Feed me, Feed me Exemplar is online

Feed me, Feed me has been accepted at SEAMS'16 and it is now online and enriches the Exemplars section of this website:

Feed me, Feed me
by Amel Bennaceur, Ciaran McCormick, Jesús García Galán, Charith PereraAndrew Smith, Andrea Zisman, and Bashar Nuseibeh

"The Internet of Things (IoT) promises to deliver improved quality of life for citizens, through pervasive connectivity and quantified monitoring of devices, people, and their environment. As such, the IoT presents a major new opportunity for research in adaptive software engineering. However, there are currently no shared exemplars that can support software engineering researchers to explore and potentially address the challenges of engineering adaptive software for the IoT, and to comparatively evaluate proposed solutions. In this paper, we present Feed me, Feed me, an exemplar that represents an IoT-based ecosystem to support food security at different levels of granularity: individuals, families, cities, and nations.
We describe this exemplar using animated videos which highlight the requirements that have been informally observed to play a critical role in the success or failure of IoT-based software systems. These requirements are: security and privacy, interoperability, adaptation, and personalisation. To elicit a wide spectrum of user reactions, we created these animated videos based on the ContraVision empirical methodology, which specifically supports the elicitation of end-user requirements for controversial or futuristic technologies. Our deployment of ContraVision presented our pilot study subjects with an equal number of utopian and dystopian scenarios, derived from the food security domain, and described them at different levels of granularity.
Our synthesis of the preliminary empirical findings suggests a number of key requirements and software engineering research challenges in this area. We offer these to the research community, together with a rich exem-plar and associated scenarios available in both their textual form in the paper and as a series of animated videos."

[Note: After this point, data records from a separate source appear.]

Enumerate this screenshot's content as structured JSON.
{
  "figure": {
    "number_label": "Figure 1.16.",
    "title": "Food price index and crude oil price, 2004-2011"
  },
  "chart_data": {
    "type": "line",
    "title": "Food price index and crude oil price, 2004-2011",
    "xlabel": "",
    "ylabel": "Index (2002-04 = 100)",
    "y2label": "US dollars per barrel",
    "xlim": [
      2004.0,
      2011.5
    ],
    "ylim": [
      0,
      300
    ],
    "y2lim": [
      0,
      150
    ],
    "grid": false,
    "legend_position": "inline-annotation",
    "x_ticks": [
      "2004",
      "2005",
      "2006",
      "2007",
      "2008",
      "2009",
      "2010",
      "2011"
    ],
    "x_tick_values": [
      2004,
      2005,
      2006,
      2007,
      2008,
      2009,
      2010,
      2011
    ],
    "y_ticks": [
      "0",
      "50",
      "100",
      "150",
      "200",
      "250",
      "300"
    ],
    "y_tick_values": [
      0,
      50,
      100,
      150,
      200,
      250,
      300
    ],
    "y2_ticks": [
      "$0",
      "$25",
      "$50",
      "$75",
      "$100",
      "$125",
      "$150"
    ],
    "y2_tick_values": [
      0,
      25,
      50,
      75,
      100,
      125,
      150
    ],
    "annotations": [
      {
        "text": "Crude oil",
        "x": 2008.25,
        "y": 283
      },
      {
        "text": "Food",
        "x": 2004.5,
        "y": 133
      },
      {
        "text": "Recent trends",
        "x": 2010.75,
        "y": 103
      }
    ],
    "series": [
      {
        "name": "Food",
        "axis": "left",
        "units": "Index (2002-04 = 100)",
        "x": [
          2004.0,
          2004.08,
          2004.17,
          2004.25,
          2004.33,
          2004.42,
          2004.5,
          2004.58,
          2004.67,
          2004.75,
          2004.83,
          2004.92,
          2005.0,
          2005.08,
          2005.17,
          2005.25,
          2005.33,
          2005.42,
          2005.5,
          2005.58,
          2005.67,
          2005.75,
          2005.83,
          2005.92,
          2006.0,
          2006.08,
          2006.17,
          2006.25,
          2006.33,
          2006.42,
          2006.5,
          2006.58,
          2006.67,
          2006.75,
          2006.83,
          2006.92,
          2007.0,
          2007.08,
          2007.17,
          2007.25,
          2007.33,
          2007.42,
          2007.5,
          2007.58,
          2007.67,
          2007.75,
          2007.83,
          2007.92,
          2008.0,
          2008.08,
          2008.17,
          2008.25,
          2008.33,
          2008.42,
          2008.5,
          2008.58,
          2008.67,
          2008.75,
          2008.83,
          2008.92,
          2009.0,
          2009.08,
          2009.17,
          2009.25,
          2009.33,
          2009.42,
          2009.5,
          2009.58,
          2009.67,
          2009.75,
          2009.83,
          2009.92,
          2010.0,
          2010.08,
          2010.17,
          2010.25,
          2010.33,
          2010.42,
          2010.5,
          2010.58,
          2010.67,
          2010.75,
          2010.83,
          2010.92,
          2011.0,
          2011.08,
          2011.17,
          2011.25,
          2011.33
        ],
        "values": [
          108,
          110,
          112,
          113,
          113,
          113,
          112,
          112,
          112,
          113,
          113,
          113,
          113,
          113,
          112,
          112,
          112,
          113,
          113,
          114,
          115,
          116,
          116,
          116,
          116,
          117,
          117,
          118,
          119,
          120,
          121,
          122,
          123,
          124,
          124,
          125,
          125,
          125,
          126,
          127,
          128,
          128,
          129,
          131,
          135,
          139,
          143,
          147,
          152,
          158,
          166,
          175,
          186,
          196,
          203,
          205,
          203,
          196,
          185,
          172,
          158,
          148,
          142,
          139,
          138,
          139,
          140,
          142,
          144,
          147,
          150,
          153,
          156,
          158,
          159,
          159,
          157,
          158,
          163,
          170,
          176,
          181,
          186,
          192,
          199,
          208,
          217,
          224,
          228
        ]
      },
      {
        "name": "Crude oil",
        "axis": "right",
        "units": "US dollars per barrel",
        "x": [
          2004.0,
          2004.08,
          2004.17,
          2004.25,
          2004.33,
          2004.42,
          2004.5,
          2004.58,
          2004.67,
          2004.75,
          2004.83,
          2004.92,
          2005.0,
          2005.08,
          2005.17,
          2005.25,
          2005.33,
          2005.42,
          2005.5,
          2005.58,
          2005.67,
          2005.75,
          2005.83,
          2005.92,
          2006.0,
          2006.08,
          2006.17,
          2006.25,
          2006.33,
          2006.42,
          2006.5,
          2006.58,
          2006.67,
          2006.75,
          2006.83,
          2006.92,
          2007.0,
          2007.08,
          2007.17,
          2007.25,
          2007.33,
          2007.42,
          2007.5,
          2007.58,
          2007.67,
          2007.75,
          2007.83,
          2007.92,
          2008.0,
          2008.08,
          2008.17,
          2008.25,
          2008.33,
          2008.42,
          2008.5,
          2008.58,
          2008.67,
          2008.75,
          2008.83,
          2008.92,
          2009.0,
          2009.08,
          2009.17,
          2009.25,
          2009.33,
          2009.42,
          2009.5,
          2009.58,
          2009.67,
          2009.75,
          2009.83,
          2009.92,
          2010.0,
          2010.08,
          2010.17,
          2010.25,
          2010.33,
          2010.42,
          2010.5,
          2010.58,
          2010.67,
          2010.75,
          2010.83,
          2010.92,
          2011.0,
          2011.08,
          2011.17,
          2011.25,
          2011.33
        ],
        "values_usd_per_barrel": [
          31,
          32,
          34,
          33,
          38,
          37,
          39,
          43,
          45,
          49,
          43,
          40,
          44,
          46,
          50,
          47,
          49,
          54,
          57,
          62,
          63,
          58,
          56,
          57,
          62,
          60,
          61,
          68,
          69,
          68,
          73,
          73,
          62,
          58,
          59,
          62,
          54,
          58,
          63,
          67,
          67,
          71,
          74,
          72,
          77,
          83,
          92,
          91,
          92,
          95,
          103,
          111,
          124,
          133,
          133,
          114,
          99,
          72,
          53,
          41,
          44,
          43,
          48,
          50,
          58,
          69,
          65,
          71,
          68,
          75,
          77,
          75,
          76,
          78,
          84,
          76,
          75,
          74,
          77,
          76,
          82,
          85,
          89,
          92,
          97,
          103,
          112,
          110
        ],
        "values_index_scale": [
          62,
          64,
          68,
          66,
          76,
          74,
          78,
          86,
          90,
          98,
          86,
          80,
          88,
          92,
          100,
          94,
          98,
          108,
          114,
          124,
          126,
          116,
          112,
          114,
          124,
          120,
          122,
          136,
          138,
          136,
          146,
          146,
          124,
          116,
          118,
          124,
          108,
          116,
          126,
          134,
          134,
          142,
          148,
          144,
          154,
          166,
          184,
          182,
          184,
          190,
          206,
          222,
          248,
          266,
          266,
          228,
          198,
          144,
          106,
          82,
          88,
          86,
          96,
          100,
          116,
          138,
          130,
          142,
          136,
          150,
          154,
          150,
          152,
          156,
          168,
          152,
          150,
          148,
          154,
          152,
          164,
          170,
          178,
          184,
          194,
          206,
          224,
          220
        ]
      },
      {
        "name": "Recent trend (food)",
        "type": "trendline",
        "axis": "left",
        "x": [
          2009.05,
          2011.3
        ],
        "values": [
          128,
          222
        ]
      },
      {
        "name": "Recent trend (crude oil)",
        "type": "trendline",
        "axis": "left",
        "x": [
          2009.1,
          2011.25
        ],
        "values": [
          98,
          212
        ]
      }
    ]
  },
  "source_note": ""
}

Further information can be found in the corresponding SEAMS'16 paper:
Amel Bennaceur, Ciaran Mccormick, Jesús García Galán, Charith Perera, Andrew Smith, Andrea Zisman and Bashar Nuseibeh. Feed me, Feed me: An Exemplar for Engineering Adaptive Software. 11th International Symposium on Software Engineering for Adaptive and Self-Managing Systems, SEAMS, 2016. DOI:10.1145/2897053.2897071. (Preprint).